After an unexpected stop at a remote compound, the soldiers are caught in a firefight with insurgents. Mark Schapiro talks by Skype with journalist Mimi Wells on assignment for CIR in Kunar Province, Afghanistan.
TRANSCRIPT:
Mark Schapiro: Nice to see you again, Mimi. You e-mailed us recently that you were in a firefight off the base. Tell us what happened.
Mimi Wells: The incident that I was telling you guys about happened in a nearby area – it’s called the Ghaziabad area. It’s a region that the Taliban and insurgents use to ferry in weapons and fighters from Pakistan, smuggle them across the border. We’d gone on a couple of foot patrols and we took some fire, nothing too major, but the worst of it was the night we left.
We got in the trucks, and we’d driven about 10 minutes when we stopped. Eventually, we found out that heat signals had been spotted in a cornfield ahead, and they thought IEDs had been planted in the road and that they had intercepted chatter that there was a possible ambush up ahead. So we couldn’t move.
We were in the trucks for, I think, about 12 hours, stuck there in the road. And basically, by the time they killed the two guys in the cornfield and disrupted whatever was going on, it was daylight. So now we had no option but to pull into the nearest place; it’s called Jalaleh compound.
It’s a known bad place, but we had no choice but to be there. And, you know, it was a beautiful compound; it was amazing. It was the way you might have imagined Afghanistan might have been hundreds of years ago, before war: handcrafted wood moldings all around the building, handmade wooden doors. There were rose bushes of every color, lime trees, walnuts.
I pretty quickly fell asleep sitting. You know, we’re all sitting on the floor, and I was down for a few minutes when there was a huge explosion. There’s an unforgettable sound – a sound I’d never heard before, which I find out later is the sound of a rocket-propelled grenade. Now there’s the terrible sound of our gun trucks fighting back; terrible, I mean, just because of their sheer – how loud and thunderous they are – the walls of the compound are just shaking.
And all the officers are in the doorway, and they’re trying to get out. But we were so close that the mountain where the insurgents are in is directly behind the compound, so they were looking at us. And we were so close to them that when you would step outside the door, they’d shoot. So for a minute, we were all really sort of trapped in the room.
Another RPG hit, and a huge cloud of black smoke went up out of the parking lot, and we knew that that was one of our trucks, and so at that point, the lieutenant colonel sprinted out of the room, and pretty soon thereafter, the rest of the Afghan commandos started going out and they headed in the opposite direction to scan what was going on.
I was left alone in the room with the translator, and it’s a crazy feeling. You have no control over anything that is happening. I was literally in a room between the two sides that are fighting. So the Americans are fighting this way, the insurgents are fighting that way, and here I am. The whole firefight probably only lasted 10-15 minutes, but for me, it lasted a year, a lifetime.
Eventually, the fighting died down. We learned that a truck had been hit. It was my truck. And I found out afterwards, at the end, that the RPG – rocket-propelled grenade – had hit the back of our truck. The whole truck caught on fire, and everyone had to escape through the turret, but it didn’t hit with impact on the body of the truck, so everyone was safe.
Then all of a sudden, I look up and some Afghans are serving us chai and walnuts and sweets, and now we’re sitting in the courtyard drinking chai and sort of talking to everyone. It was an incredible experience.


### TASK STATEMENT
Search the lines of the records for the word "oven", and copy every line that has it.

### PROVIDED DATA
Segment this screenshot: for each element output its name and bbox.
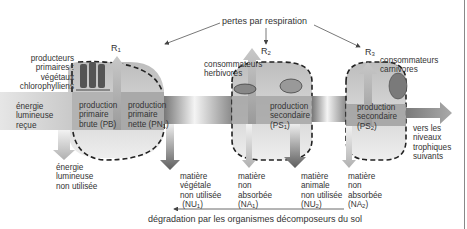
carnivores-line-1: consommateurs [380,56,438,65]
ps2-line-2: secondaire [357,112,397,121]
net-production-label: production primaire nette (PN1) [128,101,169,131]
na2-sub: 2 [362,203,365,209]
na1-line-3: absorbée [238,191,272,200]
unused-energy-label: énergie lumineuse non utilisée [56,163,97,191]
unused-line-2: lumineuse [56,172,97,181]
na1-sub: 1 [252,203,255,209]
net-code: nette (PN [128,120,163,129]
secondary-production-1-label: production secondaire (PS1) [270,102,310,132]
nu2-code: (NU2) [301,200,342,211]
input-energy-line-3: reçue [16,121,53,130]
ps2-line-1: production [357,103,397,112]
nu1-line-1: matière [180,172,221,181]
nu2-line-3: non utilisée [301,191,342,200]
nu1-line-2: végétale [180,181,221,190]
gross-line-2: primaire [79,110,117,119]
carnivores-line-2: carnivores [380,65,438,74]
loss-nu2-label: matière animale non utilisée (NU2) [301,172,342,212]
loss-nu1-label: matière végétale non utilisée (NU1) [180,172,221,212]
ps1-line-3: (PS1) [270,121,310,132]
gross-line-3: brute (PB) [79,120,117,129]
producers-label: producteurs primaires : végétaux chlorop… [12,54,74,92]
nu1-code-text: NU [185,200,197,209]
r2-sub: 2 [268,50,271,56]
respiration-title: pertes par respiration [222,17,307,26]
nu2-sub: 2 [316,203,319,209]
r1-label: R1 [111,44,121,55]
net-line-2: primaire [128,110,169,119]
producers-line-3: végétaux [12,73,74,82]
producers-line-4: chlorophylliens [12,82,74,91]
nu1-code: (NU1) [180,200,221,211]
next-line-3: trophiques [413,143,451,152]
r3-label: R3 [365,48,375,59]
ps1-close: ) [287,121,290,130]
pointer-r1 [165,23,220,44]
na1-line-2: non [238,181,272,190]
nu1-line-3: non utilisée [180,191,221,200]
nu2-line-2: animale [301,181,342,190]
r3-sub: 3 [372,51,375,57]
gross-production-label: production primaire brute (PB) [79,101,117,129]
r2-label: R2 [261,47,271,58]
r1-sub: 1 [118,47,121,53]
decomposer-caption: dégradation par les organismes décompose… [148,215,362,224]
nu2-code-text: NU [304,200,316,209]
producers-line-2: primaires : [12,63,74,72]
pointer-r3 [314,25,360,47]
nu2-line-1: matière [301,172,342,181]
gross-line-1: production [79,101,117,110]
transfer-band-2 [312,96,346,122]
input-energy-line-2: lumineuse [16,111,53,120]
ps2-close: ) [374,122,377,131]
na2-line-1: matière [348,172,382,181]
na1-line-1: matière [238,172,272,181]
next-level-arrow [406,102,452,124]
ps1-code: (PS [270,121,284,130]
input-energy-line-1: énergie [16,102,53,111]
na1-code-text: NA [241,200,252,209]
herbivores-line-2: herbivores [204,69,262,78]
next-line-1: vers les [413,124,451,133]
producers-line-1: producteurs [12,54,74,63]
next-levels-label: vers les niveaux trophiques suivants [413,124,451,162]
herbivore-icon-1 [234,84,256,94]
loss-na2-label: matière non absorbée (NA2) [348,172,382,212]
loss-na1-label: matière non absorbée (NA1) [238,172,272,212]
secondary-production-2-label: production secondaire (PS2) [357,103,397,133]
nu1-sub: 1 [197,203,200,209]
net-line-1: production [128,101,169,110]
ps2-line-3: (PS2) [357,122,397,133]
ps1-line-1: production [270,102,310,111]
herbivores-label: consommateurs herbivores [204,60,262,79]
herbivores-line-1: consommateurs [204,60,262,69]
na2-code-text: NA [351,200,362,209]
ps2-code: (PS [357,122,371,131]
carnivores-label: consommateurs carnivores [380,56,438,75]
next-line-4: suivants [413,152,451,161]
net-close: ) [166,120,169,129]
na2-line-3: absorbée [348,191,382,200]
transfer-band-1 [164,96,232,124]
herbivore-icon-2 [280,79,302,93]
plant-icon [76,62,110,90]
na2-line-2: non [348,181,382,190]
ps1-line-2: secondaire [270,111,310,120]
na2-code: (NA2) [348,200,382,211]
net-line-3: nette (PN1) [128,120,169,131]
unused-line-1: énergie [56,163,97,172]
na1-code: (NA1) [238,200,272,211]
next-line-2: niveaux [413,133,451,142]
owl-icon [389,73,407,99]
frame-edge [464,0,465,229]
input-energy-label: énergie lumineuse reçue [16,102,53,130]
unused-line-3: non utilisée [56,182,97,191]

==

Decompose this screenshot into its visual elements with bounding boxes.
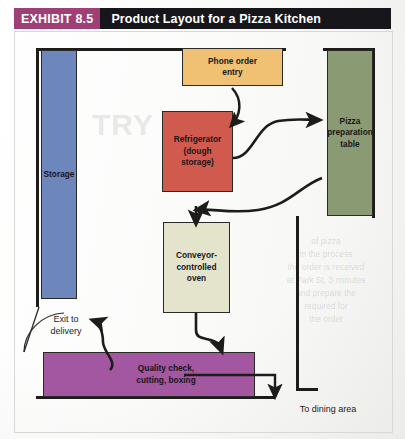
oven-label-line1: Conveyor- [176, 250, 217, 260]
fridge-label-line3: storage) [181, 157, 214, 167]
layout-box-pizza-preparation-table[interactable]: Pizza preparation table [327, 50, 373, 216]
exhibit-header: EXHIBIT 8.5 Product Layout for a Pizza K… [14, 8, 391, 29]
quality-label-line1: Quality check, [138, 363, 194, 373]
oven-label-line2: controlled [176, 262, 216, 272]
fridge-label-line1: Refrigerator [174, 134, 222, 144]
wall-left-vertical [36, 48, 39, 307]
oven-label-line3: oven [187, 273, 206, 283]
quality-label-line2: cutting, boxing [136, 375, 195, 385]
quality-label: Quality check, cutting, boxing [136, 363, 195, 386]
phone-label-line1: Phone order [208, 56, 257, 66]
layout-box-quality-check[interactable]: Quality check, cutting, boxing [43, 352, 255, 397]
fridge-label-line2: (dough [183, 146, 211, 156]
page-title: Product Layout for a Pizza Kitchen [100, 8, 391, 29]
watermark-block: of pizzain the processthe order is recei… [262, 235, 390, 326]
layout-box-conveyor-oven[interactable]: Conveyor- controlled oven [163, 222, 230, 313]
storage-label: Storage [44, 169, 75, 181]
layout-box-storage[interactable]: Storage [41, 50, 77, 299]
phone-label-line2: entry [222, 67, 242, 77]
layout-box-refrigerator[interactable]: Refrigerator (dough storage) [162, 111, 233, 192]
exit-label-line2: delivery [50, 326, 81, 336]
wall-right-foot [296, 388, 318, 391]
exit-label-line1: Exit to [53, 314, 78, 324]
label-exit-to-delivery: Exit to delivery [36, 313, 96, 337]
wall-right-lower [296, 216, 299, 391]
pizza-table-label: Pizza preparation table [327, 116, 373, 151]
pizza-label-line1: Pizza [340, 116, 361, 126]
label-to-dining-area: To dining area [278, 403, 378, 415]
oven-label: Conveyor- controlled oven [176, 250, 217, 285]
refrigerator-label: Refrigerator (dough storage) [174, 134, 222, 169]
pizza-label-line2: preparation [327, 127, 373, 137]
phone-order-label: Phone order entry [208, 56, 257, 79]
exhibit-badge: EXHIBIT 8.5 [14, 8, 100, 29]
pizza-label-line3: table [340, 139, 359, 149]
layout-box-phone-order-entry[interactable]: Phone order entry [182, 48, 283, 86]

### ANSWER SPACE
oven-label-line1: Conveyor- [176, 250, 217, 260]
oven-label-line2: controlled [176, 262, 216, 272]
oven-label-line3: oven [187, 273, 206, 283]
layout-box-conveyor-oven[interactable]: Conveyor- controlled oven [163, 222, 230, 313]
oven-label: Conveyor- controlled oven [176, 250, 217, 285]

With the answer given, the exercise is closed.